Let's talk about stolen cars

Status
Not open for further replies.
Originally Posted By: 01rangerxl
Originally Posted By: MalfunctionProne


They actually asked when the last time I changed the oil was. Really? Oil?


My guess is, they wanted to know if someone else was in possession of the keys other than you recently. Perhaps they know of someone with a history at a local oil change place, or have noticed a pattern of cars being stolen after being serviced at a particular shop. An oil change shop would have access to your key for a period of time, probably has your address show up on the work order, and knows what your car looks like.


Plausible. They also want to throw you mentally for a curve to see if you're lying abou the whole thing.

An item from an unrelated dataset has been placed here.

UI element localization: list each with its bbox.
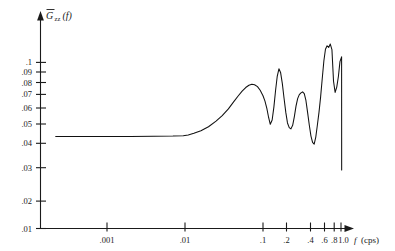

It'd be like if your kid went missing, god forbid. They'd ask what he was wearing but then ask what you fed him for breakfast. They'd intermingle bizzarro questions with the standard ones about estranged spouse/ family and watch for your reaction as much as they write down your response.
 
Originally Posted By: eljefino
Originally Posted By: 01rangerxl
Originally Posted By: MalfunctionProne


They actually asked when the last time I changed the oil was. Really? Oil?


My guess is, they wanted to know if someone else was in possession of the keys other than you recently. Perhaps they know of someone with a history at a local oil change place, or have noticed a pattern of cars being stolen after being serviced at a particular shop. An oil change shop would have access to your key for a period of time, probably has your address show up on the work order, and knows what your car looks like.


Plausible. They also want to throw you mentally for a curve to see if you're lying abou the whole thing.

It'd be like if your kid went missing, god forbid. They'd ask what he was wearing but then ask what you fed him for breakfast. They'd intermingle bizzarro questions with the standard ones about estranged spouse/ family and watch for your reaction as much as they write down your response.


I got slightly flustered because I changed the oil myself. My wife was with me, as it is our car. She had to ask me. I had to hold back smart words. Not even asking about an oil change sticker.. about the oil itself. "When was the oil last changed." By that logic, I guess I stole my own car. I did not appreciate that. This also was the person at the front desk. I offered to show pictures of the car, they said they did not need that. I look forward to speaking to the detectives "when my report is ready." Monday. Holiday weekend was cited. Newark is very, very condescending and unhelpful. They are a big city but I can't see that as an excuse.

I would have felt more comfortable if they asked outright if anyone else had keys. I showed her the keys on my pocket. I felt like they were skeptical the car could get stolen from right in front of the building. Never had this happen before. The picture of the black car you saw was over the weekend. It seems as if mine got stolen the night after that one was removed. Literally across the street.

Apartment building has a camera. Even if it worked, the angle of the hill and front courtyard would have completely blocked only the area where the car was.

I would be out looking for it if I had even the slightest reason to believe it would be somewhere. Nothing on Craigslist yet. (Have not checked New York City craigslist. Should I?)
 
Originally Posted By: MalfunctionProne
Happy Thanksgiving to everyone. Two days ago, my car was stolen from right in front of my apartment building overnight in this dump of a city. I have never had a car stolen before in my life. It is now reported stolen, and I wonder if I will ever see my car again.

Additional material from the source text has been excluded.